Job description: The American humourist Robert Orben once quipped: 'Do your kids a favour ... don't have any!' He'd probably just been to the movies. We all know what little horrors children can be, and I don't mean the ones in the back row at the cinema rolling sweets down the aisles. On the silver screen, evil, scary, nasty kids have given us some memorable characters (and some truly execrable trash) over the years. There's something compelling about subverting the paradigm (and rupturing the cliche) of a child's innocence. Indeed, ever since young Lizzie Borden played lumberjack with her mum and dad, pint-sized perpetrators have been getting away with murder. As Macaulay Culkin's character says during the 'interrogation' scene with John Candy in Uncle Buck: 'That's my job. I'm a kid.'
Recently seen in: John Moore's remake of The Omen, which at first smacks of stunt directing, to take advantage of the once-in-a-millennium date that occurred on Tuesday (6-6-06), or perhaps, as The Guardian suggested, to 'snag a little of the god-fearing overflow audience from The Da Vinci Code'. Early buzz on the film, however, is that it's pretty scary (and gorier than the original), and one of the better remakes of recent times. I remember being genuinely creeped out by the 1976 Richard Donner-directed original, what with that smarmy little antichrist Damien and his numerical birthmark, slavering rottweilers, servants of Satan and a cavalcade of untimely yet inevitable demises.
Instead of Gregory Peck and Lee Remick, this time we have Liev Schreiber, Julia Stiles and a respectable array of supporting actors in David Thewlis, Mia Farrow, Pete Postlethwaite and Michael Gambon.
Most likely to say: 'Let him that hath understanding count the number of the beast: for it is the number of a man; and his number is 666.'
Classics of the genre: Horror-meister Stephen King knows all about evil kids. The movie adaptation of his novel Children of the Corn (1984) is a keep-the-lights-on classic in which a demonic child preacher brings the youngsters under his sway in a small Nebraska town, ordering them to kill adults in the name of He Who Walks Behind the Rows. Then there's Firestarter (1984), another King-inspired kiddy kill-fest featuring Drew Barrymore as the titular psychokinetic pyromaniac.
Culkin swaps cuteness for nastiness in The Good Son (1993), where he's a wolf in lamb's clothing who throws his cousin out of a tree house, causes a multi-car freeway pile-up and even kills the neighbour's dog with a crossbow. Not the sort of kid you'd want to leave home alone, then. Weirdo auteur David Cronenberg serves up small-sized strangeness in The Brood (1979), when new advances in psychiatry lead to the births of evil mutant babies. And to prove the apple doesn't fall far from the tree, The Bad Seed (1956) recounts the story of a girl who inherits her mass-murdering grandmother's appetite for destruction.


## YOUR GOAL
Check every line of the entries below for the word "time", then give only the number of lines that have it.

Items from an interface collection:
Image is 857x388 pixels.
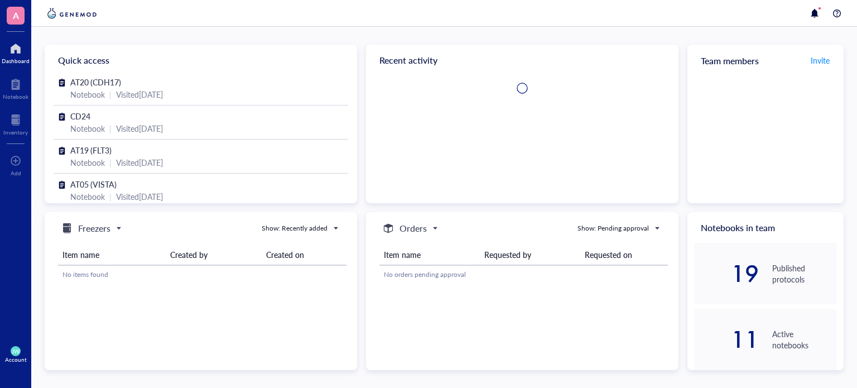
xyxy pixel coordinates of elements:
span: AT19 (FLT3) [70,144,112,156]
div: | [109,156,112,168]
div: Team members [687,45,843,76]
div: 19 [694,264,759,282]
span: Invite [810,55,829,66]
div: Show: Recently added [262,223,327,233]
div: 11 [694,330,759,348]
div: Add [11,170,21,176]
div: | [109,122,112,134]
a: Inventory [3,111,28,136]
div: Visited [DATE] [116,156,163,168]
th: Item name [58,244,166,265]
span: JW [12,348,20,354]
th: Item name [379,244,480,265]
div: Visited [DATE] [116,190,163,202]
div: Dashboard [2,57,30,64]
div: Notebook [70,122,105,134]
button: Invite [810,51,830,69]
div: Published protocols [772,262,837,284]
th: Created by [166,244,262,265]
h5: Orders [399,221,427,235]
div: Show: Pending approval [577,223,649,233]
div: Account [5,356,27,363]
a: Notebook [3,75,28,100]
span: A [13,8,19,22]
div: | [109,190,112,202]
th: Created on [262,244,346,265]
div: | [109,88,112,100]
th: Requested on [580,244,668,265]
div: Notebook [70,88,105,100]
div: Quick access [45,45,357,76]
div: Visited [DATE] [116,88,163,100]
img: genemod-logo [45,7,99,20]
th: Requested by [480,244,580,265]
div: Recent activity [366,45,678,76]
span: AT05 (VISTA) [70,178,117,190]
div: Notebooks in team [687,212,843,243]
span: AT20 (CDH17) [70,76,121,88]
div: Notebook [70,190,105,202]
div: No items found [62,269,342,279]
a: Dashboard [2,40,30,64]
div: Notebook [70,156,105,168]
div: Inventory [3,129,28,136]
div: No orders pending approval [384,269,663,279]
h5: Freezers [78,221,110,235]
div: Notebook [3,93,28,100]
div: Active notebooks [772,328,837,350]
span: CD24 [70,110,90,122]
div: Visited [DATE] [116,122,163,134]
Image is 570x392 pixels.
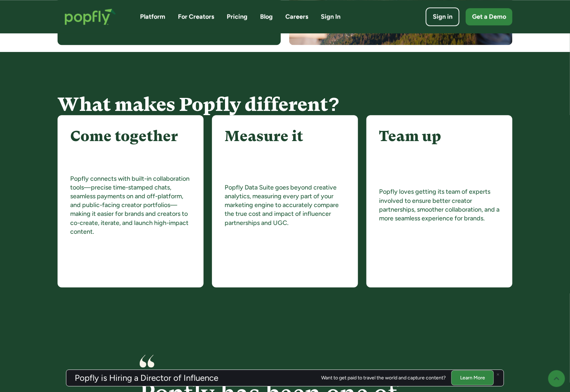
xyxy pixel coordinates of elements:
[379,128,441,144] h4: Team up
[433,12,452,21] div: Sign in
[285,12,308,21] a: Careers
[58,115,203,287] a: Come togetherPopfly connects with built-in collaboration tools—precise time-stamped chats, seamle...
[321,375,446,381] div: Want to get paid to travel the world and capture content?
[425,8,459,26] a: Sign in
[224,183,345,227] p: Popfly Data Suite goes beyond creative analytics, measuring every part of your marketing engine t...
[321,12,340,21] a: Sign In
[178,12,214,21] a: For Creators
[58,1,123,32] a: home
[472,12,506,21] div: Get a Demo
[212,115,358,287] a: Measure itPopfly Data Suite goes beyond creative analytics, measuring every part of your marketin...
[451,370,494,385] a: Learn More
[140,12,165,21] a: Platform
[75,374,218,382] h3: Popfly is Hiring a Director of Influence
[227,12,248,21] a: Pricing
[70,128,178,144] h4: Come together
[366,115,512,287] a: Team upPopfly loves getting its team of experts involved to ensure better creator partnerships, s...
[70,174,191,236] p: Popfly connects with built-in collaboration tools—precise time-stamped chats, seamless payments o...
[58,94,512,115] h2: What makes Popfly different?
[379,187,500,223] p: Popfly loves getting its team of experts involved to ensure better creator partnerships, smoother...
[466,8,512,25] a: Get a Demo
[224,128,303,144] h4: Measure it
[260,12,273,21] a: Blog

## WRITTEN SOLUTION
2